The occupation of Istanbul or Constantinople, the capital of the Ottoman Empire, by British, French, Italian, and Greek forces, took place in accordance with the Armistice of Mudros, which ended Ottoman participation in the First World War. The first French troops entered the city on 12 November 1918, followed by British troops the next day. The Italian troops landed in Galata on 7 February 1919.
The Malta exiles were the purges of Ottoman intellectuals by the Allied forces. The exile to Malta occurred between March 1919 and October 1920 of politicians, high ranking soldiers (mainly), administrators and intellectuals of the Ottoman Empire after the armistice of Mudros during the Occupation of Istanbul by the Allied forces. The Malta exiles became inmates in a British prison where various Committee of Union and Progress (CUP) officials were held in the hopes that trials will be held at the Malta Tribunals at a future date.
The Istanbul trials of 1919–1920 were courts-martial of the Ottoman Empire that occurred soon after the Armistice of Mudros, in the aftermath of World War I.
Bekir Sami Bey was a Turkish politician of Ossetian origin. He served as the first Minister of Foreign Affairs of Turkey during 1920–1921.
After World War I, the effort to prosecute Ottoman war criminals was taken up by the Paris Peace Conference (1919) and ultimately included in the Treaty of Sèvres (1920) with the Ottoman Empire. The Ottoman government organized a series of courts martial in 1919–1920 to prosecute war criminals, but these failed on account of political pressure. The main effort by the Allied administration that occupied Constantinople fell short of establishing an international tribunal in Malta to try the so-called Malta exiles, Ottoman war criminals held as POWs by the British forces in Malta. In the end, no tribunals were held in Malta.
The Leipzig war crimes trials were held in 1921 to try alleged German war criminals of the First World War before the German Reichsgericht in Leipzig, as part of the penalties imposed on the German government under the Treaty of Versailles. Twelve people were tried, and the proceedings were widely regarded at the time as a failure. In the longer term, they were seen by some as a significant step toward the introduction of a comprehensive system for the prosecution of international law violations.

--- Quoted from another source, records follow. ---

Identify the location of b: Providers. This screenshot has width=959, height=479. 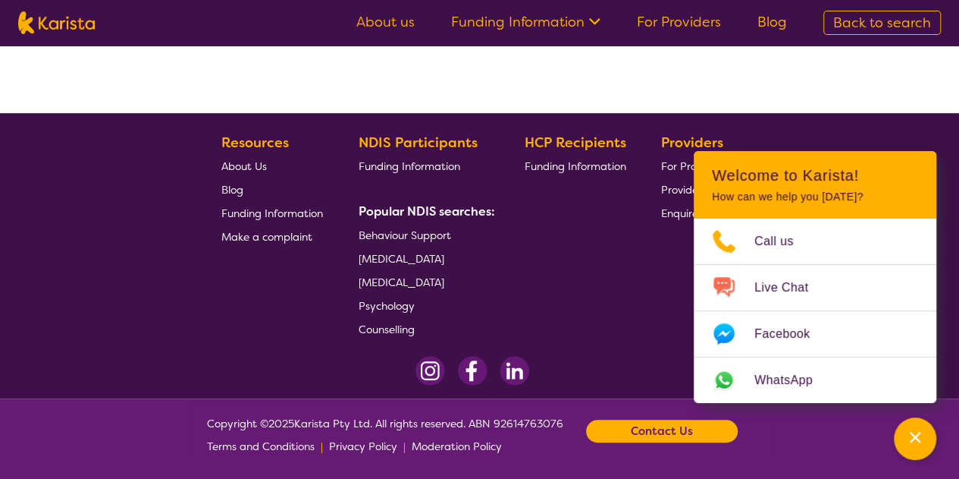
(692, 143).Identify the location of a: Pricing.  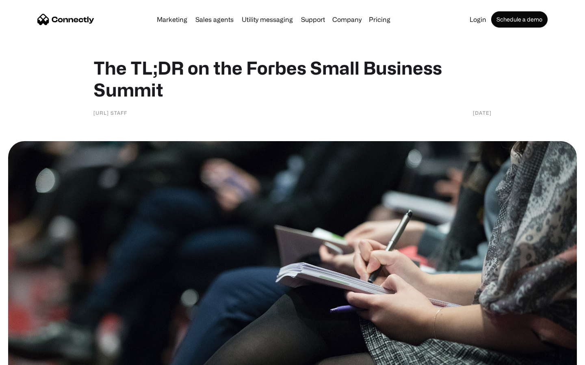
(379, 19).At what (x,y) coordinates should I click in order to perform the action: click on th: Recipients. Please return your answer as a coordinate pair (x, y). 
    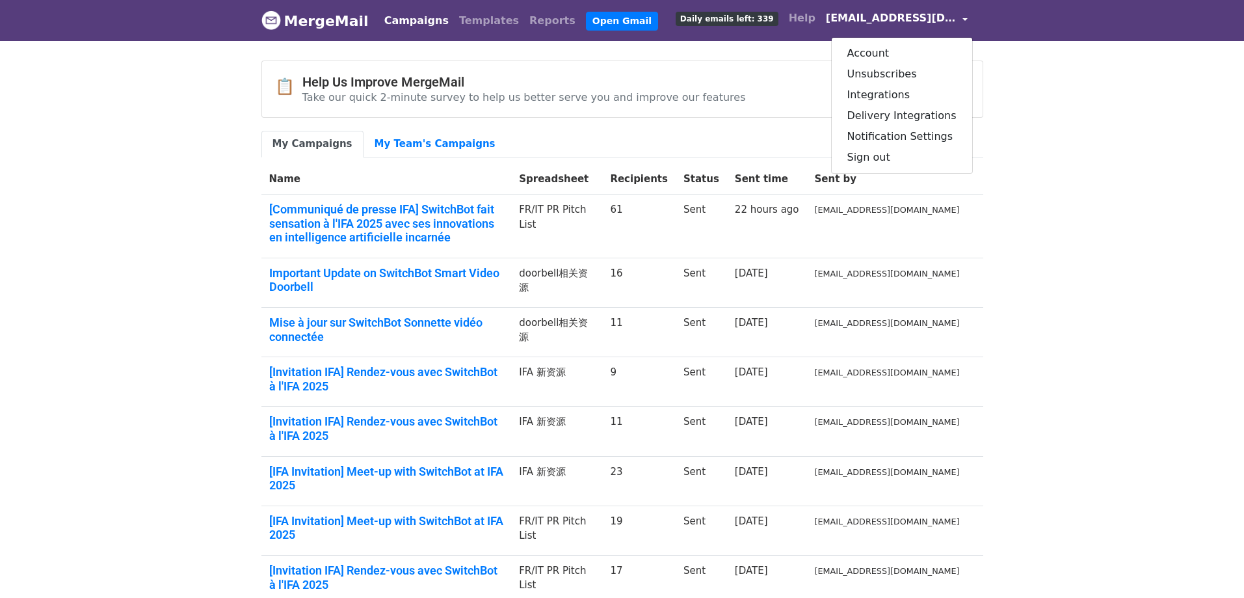
    Looking at the image, I should click on (639, 179).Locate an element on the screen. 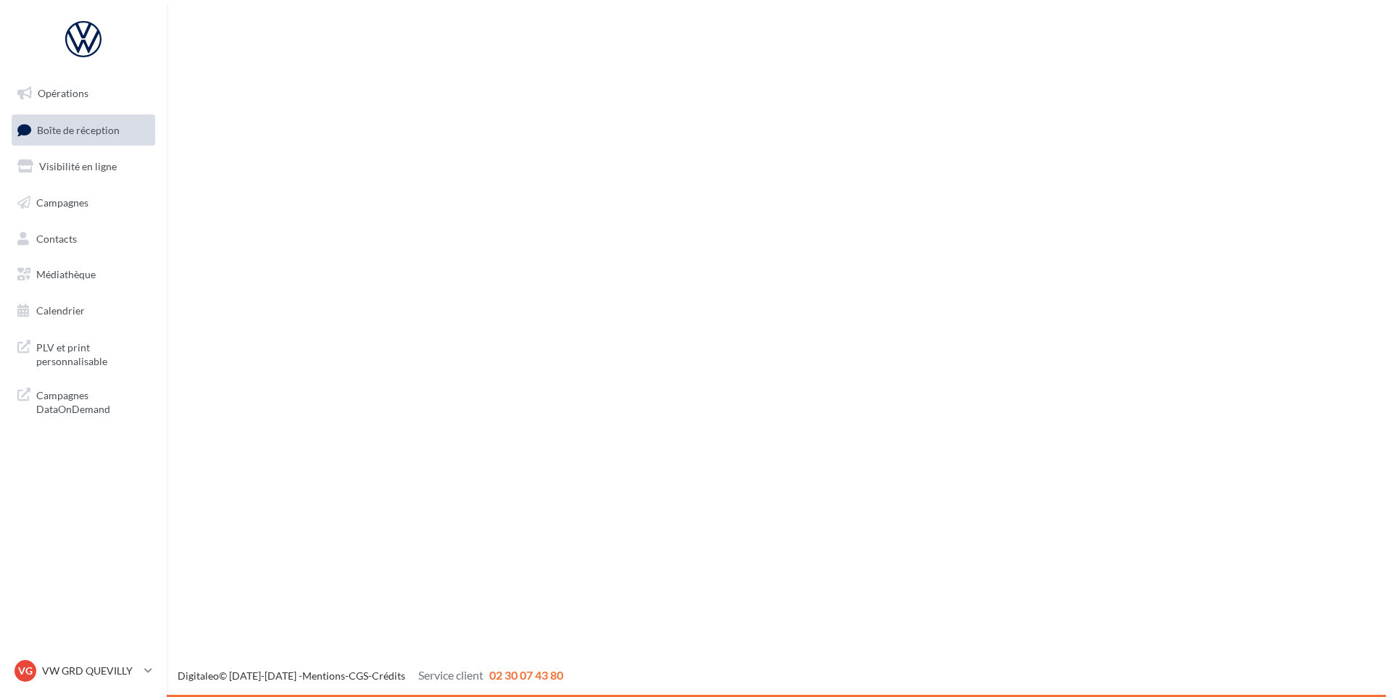 This screenshot has width=1386, height=697. span: Boîte de réception is located at coordinates (78, 129).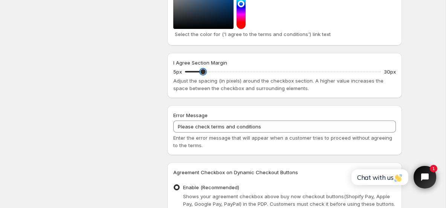 The height and width of the screenshot is (208, 446). What do you see at coordinates (284, 34) in the screenshot?
I see `p: Select the color for ('I agree to the terms and conditions') link text` at bounding box center [284, 34]. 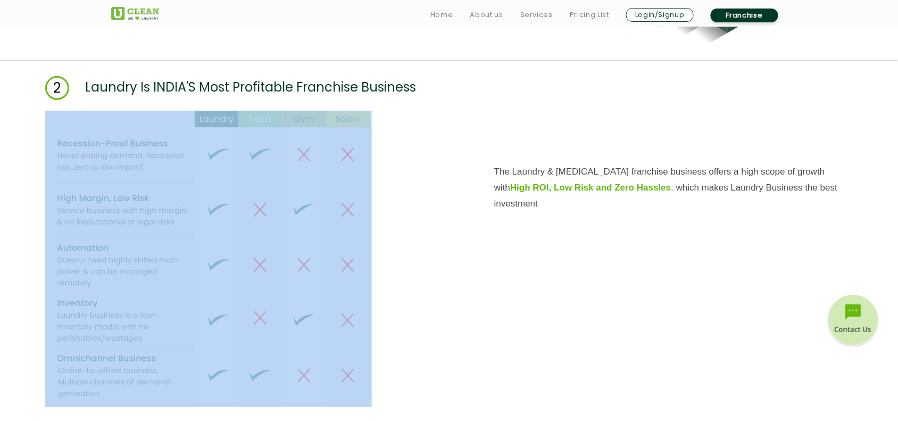 I want to click on a: Franchise, so click(x=744, y=15).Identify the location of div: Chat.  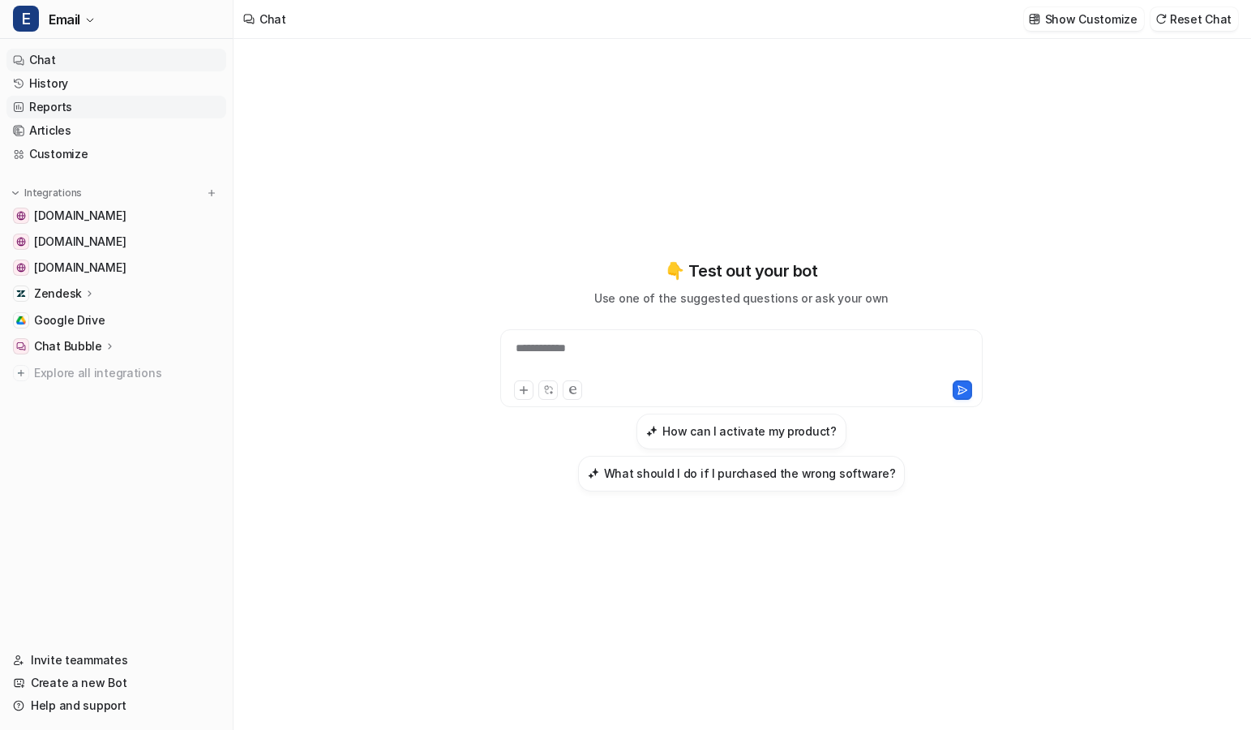
(272, 19). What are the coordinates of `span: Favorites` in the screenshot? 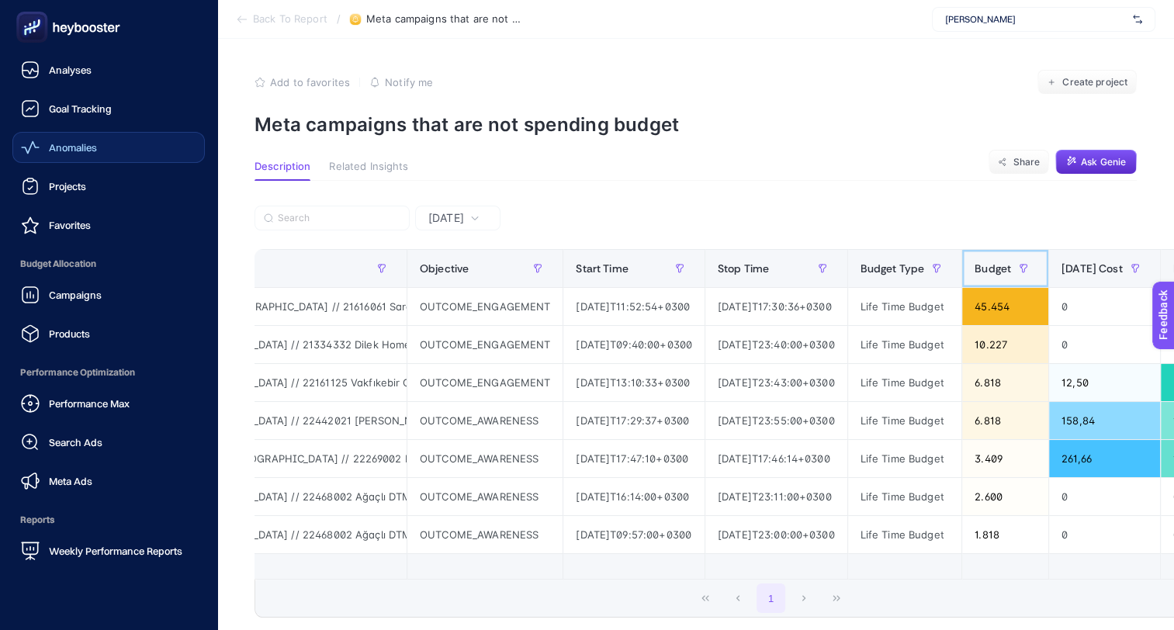 It's located at (70, 225).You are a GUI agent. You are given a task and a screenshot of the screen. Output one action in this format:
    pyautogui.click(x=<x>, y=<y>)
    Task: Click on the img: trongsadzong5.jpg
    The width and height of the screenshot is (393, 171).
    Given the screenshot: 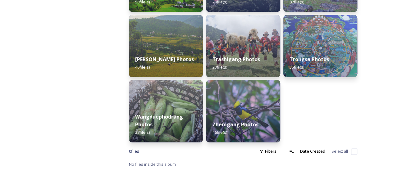 What is the action you would take?
    pyautogui.click(x=320, y=46)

The Commission on the Responsibility of the Authors of the War and on Enforcement of Penalties was a commission established at the Paris Peace Conference in 1919. Its role was to examine the background of the First World War, and to investigate and recommend individuals for prosecution for committing war crimes.
On 24 May 1915, on the initiative of Russia, the Triple Entente—Russia, France, and the United Kingdom—issued a declaration condemning the ongoing Armenian genocide carried out in the Ottoman Empire and threatening to hold the perpetrators accountable. This was the first use of the phrase "crimes against humanity" in international diplomacy, which later became a category of international criminal law after World War II.
Mehmed Kemal Bey was an Ottoman administrator and educator from the Young Turk party involved in the Armenian genocide. He served as the sub-prefect of Boğazlıyan, governor of Yozgat, and inspector of deportations in Konya. He is known for organizing the deportation of 40,000 Armenians from Boğazlıyan, establishing "killing sites" in the Yozgat region that resulted in the deaths of thousands of Armenians during the genocide, and overseeing deportations in Konya. Kemal Bey was the first person executed of the Istanbul trials.